1

I am defining an environment for which the texts should be red. I thought the bgroup and egroup will ensures that only the box is red, but the text following the box also becomes colored.

Doesn't a group keep it local and how can I change it in this case?

\documentclass{article}
\usepackage[dvipsnames]{xcolor}

\newenvironment{comment} {\par\medskip \bgroup\color{red}% \textbf{Hello: } } { \egroup\medskip }

\begin{document} Test text begin below:

\comment{ Inside environment }

1234 (should be black)  % but it is appearing red

\end{document}

bluk
  • 301
  • you do not need bgroup and egroup as an environment forms a group, but as you defined it as an environment you need to use as \begin....\end` Also never ignore errors, if you get any error ask about the error message not about any PDF that is generated (which is never intended to be usable after an error) – David Carlisle Aug 14 '21 at 08:19

1 Answers1

2

A group does, but you're using it incorrectly. Compiling your code reveals the following in the .log:

(\end occurred inside a group at level 1)

simple group (level 1) entered at line 17 ({)

bottom level

This shows that you opened a group but never closed it. This evident from using a command-form of the environment comment that you defined without the closing portion of it, namely \endcomment.

\comment is replaced with a group opening \bgroup, but since you never call \endcomment there is no \egroup.

Options here depends on what you want to use. The following true command-form version works:

\newcommand{\comment}[1]{%
  \par\medskip
  \bgroup\color{red}%
  \textbf{Hello: }%
  #1
  \egroup\par\medskip
}

enter image description here

Related: What happens if you use a command form of an environment?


WORK ITEM = Include only the line with "Decode this image" and the lines after it, each reproduced exactly as it stands in the entries below.

[[ MATERIAL PROVIDED, beginning ]]

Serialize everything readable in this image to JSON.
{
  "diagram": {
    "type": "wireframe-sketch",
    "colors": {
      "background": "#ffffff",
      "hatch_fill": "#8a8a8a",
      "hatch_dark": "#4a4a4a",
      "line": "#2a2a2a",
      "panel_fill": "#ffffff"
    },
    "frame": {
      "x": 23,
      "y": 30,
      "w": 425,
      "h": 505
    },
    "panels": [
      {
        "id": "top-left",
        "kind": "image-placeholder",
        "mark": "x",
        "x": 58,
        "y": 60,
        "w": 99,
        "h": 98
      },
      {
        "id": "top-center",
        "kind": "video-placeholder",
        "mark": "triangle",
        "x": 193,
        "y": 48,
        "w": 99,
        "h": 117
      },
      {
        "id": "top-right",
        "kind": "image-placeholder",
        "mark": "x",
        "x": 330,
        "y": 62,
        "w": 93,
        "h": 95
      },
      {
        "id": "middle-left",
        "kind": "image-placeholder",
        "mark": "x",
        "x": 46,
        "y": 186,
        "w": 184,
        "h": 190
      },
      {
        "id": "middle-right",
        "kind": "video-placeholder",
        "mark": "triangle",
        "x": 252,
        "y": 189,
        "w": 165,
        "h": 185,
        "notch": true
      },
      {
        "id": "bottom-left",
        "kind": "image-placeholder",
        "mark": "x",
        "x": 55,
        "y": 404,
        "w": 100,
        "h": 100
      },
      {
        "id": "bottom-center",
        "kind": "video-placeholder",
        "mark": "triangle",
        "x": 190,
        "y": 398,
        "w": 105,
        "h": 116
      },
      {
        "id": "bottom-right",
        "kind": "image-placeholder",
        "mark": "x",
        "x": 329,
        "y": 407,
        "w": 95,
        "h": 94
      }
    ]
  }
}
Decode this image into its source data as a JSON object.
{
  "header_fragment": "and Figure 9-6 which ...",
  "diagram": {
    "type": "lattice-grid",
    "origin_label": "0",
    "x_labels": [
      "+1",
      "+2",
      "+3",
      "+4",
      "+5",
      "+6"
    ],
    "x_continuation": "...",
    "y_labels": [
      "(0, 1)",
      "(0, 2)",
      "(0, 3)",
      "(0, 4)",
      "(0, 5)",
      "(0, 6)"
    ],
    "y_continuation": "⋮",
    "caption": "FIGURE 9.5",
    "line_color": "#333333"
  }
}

[[ MATERIAL PROVIDED, end ]]

ANSWER SPACE =
Decode this image into its source data as a JSON object.
{
  "header_fragment": "and Figure 9-6 which ...",
  "diagram": {
    "type": "lattice-grid",
    "origin_label": "0",
    "x_labels": [
      "+1",
      "+2",
      "+3",
      "+4",
      "+5",
      "+6"
    ],
    "x_continuation": "...",
    "y_labels": [
      "(0, 1)",
      "(0, 2)",
      "(0, 3)",
      "(0, 4)",
      "(0, 5)",
      "(0, 6)"
    ],
    "y_continuation": "⋮",
    "caption": "FIGURE 9.5",
    "line_color": "#333333"
  }
}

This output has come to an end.